[AVAILABLE DATA]
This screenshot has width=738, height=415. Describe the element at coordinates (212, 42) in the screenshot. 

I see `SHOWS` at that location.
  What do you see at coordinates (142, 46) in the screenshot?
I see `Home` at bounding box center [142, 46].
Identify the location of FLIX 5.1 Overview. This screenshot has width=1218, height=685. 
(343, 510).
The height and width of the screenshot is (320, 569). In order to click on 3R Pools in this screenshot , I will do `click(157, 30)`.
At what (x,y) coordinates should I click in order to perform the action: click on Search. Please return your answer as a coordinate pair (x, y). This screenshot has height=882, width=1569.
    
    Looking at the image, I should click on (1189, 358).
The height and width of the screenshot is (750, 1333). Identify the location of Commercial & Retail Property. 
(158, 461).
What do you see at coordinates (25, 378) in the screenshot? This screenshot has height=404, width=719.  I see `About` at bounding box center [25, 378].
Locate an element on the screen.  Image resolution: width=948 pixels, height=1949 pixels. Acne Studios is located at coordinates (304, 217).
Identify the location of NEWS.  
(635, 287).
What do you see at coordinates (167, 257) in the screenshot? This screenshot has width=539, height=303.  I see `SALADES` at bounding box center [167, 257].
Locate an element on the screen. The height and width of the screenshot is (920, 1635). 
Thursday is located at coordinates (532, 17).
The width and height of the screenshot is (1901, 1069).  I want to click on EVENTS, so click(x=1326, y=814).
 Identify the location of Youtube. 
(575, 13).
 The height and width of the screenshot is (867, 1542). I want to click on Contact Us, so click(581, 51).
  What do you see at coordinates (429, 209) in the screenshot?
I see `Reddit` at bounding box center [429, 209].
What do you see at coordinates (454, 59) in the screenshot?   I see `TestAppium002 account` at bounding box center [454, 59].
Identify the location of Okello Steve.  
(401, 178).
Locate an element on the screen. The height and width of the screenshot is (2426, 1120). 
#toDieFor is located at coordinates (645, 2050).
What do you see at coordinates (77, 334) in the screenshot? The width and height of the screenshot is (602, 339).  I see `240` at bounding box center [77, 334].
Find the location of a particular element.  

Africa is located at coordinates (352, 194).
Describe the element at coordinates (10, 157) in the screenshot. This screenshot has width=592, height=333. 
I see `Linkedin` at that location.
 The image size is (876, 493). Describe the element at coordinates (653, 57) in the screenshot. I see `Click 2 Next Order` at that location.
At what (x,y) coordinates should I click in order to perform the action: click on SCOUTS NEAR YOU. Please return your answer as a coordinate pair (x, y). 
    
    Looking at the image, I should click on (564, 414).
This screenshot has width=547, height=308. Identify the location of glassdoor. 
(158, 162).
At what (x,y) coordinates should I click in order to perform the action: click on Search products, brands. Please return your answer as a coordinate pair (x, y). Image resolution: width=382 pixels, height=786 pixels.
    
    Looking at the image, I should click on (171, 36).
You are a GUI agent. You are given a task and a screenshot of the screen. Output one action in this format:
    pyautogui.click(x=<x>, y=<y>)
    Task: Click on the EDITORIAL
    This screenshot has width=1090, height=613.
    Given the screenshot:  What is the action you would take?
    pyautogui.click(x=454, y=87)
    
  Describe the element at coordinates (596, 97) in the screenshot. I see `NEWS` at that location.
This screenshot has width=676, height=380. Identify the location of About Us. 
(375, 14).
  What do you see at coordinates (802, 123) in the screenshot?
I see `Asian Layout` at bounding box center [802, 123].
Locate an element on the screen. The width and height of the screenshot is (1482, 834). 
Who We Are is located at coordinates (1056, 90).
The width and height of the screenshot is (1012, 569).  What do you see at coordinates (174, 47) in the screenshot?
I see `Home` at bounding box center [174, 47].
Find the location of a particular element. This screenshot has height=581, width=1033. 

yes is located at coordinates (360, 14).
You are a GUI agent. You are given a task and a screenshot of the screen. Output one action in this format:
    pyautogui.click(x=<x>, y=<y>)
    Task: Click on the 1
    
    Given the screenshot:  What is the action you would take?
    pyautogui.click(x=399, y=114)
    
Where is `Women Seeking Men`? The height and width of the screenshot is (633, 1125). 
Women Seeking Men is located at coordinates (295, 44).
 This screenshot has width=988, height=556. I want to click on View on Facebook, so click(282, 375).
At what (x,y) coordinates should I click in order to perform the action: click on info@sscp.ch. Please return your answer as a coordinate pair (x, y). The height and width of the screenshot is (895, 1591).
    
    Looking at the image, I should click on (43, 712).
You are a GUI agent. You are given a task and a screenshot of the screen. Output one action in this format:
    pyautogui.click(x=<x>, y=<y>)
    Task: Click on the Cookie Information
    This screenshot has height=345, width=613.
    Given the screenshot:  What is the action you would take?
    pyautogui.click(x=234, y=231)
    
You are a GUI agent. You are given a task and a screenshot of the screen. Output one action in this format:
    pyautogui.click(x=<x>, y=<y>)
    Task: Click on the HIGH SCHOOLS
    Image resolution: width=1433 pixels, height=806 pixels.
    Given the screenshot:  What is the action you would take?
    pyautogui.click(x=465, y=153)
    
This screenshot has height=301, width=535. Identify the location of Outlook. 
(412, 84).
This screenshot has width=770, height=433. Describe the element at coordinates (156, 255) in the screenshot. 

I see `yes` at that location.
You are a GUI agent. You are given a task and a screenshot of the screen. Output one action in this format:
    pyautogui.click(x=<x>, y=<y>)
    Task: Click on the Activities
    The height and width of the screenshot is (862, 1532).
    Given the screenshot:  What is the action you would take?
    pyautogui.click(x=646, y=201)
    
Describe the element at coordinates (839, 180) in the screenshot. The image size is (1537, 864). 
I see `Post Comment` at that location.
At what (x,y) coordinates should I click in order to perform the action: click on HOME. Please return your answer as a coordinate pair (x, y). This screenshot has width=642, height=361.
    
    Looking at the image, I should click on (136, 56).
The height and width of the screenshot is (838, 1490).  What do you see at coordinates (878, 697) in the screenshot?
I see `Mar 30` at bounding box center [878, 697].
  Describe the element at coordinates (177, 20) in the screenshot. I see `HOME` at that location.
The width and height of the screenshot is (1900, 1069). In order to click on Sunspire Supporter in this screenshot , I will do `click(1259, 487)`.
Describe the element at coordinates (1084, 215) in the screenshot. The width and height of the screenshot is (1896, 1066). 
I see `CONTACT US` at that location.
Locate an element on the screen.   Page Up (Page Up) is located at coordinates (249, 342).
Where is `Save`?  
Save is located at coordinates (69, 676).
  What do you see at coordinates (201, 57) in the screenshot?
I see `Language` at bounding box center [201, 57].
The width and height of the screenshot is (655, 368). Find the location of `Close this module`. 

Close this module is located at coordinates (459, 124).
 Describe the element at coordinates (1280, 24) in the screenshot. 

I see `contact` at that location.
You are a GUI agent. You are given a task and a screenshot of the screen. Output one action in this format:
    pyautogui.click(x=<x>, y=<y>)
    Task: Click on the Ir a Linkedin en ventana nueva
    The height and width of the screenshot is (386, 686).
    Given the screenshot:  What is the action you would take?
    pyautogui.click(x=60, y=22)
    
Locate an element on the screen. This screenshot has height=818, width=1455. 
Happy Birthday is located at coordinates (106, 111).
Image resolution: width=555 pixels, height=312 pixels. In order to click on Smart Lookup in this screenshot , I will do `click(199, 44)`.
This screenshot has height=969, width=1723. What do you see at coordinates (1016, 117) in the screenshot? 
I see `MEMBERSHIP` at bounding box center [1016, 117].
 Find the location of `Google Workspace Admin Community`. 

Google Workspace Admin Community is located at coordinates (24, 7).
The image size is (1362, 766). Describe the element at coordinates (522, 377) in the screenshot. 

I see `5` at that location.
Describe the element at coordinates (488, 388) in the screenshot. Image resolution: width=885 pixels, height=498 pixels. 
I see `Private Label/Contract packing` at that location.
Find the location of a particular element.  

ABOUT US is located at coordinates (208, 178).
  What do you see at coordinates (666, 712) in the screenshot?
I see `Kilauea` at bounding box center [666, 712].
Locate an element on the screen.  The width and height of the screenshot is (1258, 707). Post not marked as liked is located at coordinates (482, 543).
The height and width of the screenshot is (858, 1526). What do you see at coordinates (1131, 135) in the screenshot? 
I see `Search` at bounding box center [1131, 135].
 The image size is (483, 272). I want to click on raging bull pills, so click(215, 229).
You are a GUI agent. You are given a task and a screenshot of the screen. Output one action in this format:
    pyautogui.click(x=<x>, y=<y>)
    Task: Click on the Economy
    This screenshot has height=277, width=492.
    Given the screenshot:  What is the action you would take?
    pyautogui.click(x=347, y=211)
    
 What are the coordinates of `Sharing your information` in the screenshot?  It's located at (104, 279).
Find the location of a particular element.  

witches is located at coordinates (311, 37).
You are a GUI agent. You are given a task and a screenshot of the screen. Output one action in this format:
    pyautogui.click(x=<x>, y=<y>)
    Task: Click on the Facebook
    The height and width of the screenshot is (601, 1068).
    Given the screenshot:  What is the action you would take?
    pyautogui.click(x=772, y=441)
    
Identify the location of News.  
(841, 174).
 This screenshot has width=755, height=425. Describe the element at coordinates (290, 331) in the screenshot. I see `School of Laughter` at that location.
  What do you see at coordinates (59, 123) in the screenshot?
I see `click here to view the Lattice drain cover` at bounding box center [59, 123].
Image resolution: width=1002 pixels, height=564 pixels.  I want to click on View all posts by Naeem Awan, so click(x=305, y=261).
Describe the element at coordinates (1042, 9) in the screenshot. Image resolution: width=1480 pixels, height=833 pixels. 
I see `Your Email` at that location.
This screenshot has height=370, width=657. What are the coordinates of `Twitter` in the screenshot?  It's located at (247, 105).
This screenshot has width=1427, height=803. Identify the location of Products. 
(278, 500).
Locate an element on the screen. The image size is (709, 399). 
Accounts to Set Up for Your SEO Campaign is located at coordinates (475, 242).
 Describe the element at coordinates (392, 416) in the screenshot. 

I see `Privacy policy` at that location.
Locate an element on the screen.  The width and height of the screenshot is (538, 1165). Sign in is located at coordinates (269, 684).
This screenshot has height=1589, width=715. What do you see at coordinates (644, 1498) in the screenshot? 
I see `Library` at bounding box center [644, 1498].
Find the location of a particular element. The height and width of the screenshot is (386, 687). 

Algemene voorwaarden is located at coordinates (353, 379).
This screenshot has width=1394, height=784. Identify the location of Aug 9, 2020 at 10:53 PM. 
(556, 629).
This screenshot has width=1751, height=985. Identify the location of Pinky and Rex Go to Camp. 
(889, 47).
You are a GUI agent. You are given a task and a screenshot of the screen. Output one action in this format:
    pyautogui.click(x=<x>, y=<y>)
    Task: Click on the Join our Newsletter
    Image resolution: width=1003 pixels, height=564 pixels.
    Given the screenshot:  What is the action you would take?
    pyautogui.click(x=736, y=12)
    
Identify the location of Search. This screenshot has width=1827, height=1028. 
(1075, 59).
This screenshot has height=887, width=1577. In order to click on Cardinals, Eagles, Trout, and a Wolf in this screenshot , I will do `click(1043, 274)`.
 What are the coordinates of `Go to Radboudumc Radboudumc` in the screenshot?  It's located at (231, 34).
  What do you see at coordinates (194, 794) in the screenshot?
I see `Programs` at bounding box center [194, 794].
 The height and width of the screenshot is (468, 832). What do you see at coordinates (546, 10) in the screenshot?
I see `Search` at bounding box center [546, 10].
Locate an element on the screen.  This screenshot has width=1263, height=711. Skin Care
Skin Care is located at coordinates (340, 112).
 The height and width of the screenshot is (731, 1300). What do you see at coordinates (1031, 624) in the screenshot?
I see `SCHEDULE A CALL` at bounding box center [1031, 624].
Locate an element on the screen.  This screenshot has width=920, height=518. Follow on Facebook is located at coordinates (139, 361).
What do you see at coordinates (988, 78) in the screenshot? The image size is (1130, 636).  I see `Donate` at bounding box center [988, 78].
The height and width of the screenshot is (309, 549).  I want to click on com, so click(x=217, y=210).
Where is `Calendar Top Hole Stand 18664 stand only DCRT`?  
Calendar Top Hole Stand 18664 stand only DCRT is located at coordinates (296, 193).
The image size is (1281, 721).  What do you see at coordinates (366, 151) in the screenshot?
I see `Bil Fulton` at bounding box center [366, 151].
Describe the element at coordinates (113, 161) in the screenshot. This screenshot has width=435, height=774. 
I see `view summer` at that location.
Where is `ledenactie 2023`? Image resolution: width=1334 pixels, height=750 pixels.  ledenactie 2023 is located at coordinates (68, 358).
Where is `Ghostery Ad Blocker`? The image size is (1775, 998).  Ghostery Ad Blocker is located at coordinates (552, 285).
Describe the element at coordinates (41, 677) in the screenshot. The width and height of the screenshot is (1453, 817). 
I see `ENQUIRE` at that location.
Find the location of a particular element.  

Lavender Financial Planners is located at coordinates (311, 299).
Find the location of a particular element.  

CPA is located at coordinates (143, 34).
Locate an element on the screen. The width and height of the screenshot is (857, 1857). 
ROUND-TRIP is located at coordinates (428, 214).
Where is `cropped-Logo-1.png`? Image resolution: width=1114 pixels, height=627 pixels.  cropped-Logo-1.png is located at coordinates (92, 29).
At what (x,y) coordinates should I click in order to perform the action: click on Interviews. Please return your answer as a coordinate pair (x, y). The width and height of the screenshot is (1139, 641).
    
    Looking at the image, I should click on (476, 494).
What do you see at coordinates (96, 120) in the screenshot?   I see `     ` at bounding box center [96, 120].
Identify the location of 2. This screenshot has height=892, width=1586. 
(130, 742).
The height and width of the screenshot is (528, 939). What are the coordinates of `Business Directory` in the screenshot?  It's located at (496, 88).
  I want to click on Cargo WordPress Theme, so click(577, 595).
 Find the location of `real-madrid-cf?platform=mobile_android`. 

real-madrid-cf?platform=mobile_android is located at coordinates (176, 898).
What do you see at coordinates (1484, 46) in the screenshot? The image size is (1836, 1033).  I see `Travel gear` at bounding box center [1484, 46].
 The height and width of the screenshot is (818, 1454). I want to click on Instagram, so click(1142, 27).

[DIRECTIONS FOR THIS TASK] Read the listing above, then copy every line that includes the string "will".

[RESPONSE TO THE TASK]
The height and width of the screenshot is (320, 569). In order to click on 3R Pools in this screenshot , I will do `click(157, 30)`.
The width and height of the screenshot is (1900, 1069). In order to click on Sunspire Supporter in this screenshot , I will do `click(1259, 487)`.
Image resolution: width=555 pixels, height=312 pixels. In order to click on Smart Lookup in this screenshot , I will do `click(199, 44)`.
This screenshot has height=887, width=1577. In order to click on Cardinals, Eagles, Trout, and a Wolf in this screenshot , I will do `click(1043, 274)`.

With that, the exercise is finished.